There were also people in the West with critical views on the post-Soviet world and a different vision of history in general. But they were hardly audible; in fact, they could hardly present their views to the general public.
One must be clear here. No one would throw you in prison for declaring that a totalitarian regime was the most viable choice for the USSR; that the achievements of the USSR were not despite but because of the repressive controlling aspect of the regime; and that in general democracy is not the bright future of humanity, including possibly the USA. You could now of course publish your statements in the emergent cyberspace. But cyberspace, except for the cyberspace of the respectable publications, is still regarded as sort of free vanity press, the abode of the grafomaniac. To be read and taken seriously, ones views must appear in respectable outlets. And no major publication in the West would print ideas that sharply contradicted the views of the vast majority. Such a manuscript would, at most, be glanced at by the editor and sent to the garbage files. Intellectual uniformity would be reinforced.

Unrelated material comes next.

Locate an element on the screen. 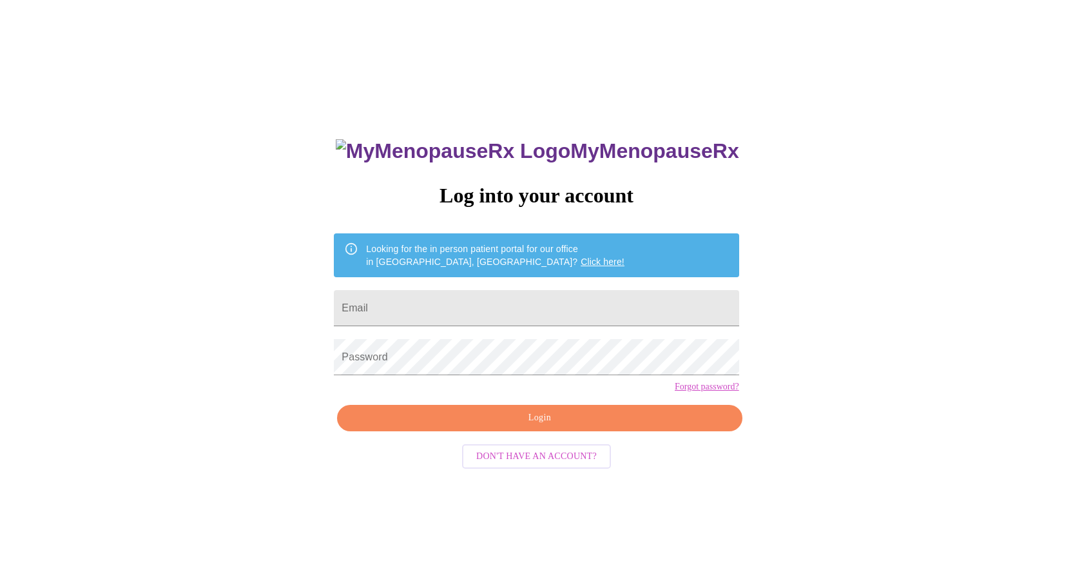 This screenshot has width=1073, height=568. span: Don't have an account? is located at coordinates (536, 456).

The same held true in the past. An Armenian woman got her PhD from the University of Chicago in the 1950s. In the introduction to a book published in Russia recently she described her attempt to publish her dissertation in the U.S. Her advisor agreed that it deserved to be published. But he told her no publisher would accept the work because it clearly contradicted the dominant mood in the country. Of course, trends change, but the principles, the framework of intellectual discourse does not. Consider Stalins Short History of the VKPB or Maos Red Book. There is one difference. In Maos China there was only one version of the Red Book in the modern U.S. there are two: left and right. There is usually little or nothing in between. Ideas that did not follow the recipe of the authors of red little books were ignored as sidetracks on the road to the bright future. But the sidetracks failed to disappear.
China
After Maos death, China seemed to follow the correct path of democratization as the bright future of humanity. There was a trend toward a market economy and more freedom for student demonstrations and openings to the West, and indications that the process would speed up. The fact that these events corresponded with the destruction of communist regimes in East Europe and Gorbachevs perestroika provided observers with additional arguments that in this springtime of the nations the Chinese autocratic/semi-totalitarian regime was doomed to collapse in the near future.
The 1989 Tiananmen Square massacre enhanced this feeling. Killing hundreds, possibly thousands of unarmed peaceful civilians, many of them young students, was a crime to be punished by history. There was a universal assumption that the massacre was the last shriek of the dying totalitarian beast, which, like Hitlers henchmen surrounded in the bunker, could still kill but could not avoid final doom. After the 1991 collapse of the USSRboth regime and countryit was assumed with even more certainty that the demise of the Chinese regime was at hand. But it failed to collapse.